Still, the subsidies wouldn’t have led to large-scale solar and wind development if renewables were wildly expensive. However, by that time technological progress had reduced solar and wind costs sufficiently that they were no longer too expensive for anything beyond niche applications like powering satellites. They were still, at first, more expensive than fossil fuels: “Renewable energy costs,” declared the Cheney report, “are often greater than those of other energy sources.” But the subsidies were enough to cause significant adoption. And then the virtuous circle kicked in, to the point where today it’s economically foolish not to rely heavily on renewable energy.

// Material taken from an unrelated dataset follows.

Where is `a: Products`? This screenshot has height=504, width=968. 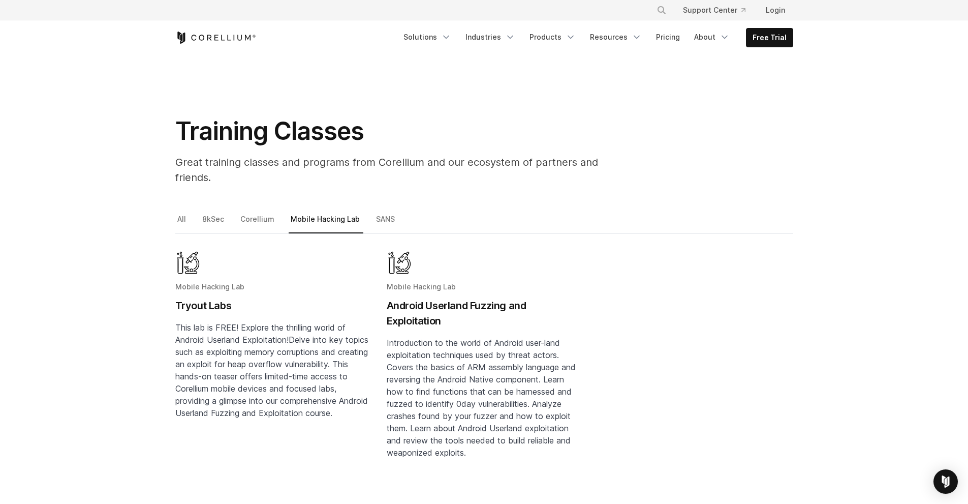 a: Products is located at coordinates (553, 37).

One could say that the rise of renewable energy is an example — possibly history’s most spectacular example — of a successful “infant industry” policy. The infant industry argument, originally formulated by none other than Alexander Hamilton, was that sometimes a nation should give certain industries special treatment until they reached sufficient scale and acquired sufficient experience to stand on their own two feet.
Hamilton was thinking about manufacturing in general, and getting U.S. manufacturing going in the face of competition from established industrial powers, especially Britain. But the same argument applies to getting renewable energy going in the face of established, fossil-fuel based energy sources. And we did, in fact, get renewable energy going.

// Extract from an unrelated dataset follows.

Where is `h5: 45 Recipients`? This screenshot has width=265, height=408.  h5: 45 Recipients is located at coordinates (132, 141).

At this point it’s almost funny to read screeds from 14 or 15 years ago about how green subsidies were a waste of money, an attempt to promote technologies that were doomed to fail. Or it would be funny if officials in the current U.S. administration, from the president on down, weren’t using almost exactly the same rhetoric as anti-Obama Republicans circa 2009 or 2010. I don’t know whether they’re unaware of or just unwilling to acknowledge the fact that large-scale adoption of renewable energy has turned out to be eminently doable, and that at this point people trying to get us back to burning coal are the ones engaging in impractical fantasies.
The question one can still seriously argue about is whether we should continue to subsidize green energy. I would say that the answer is a clear yes, for two reasons: We’re still on a steep learning curve, and environmental reasons to move away from fossil fuels are more compelling than ever.
It’s possible that America will ignore these considerations, trying (and failing) to restore the age of coal. As I said, however, we are not the world, and green energy will continue to grow even if we try to opt out, with important geopolitical implications: China is racing ahead.
It’s also important to understand how energy policy will interact with generative AI, which (if it doesn’t implode) will be a huge additional source of energy demand. And miraculous as it is, is the rise of renewables enough to avoid climate catastrophe?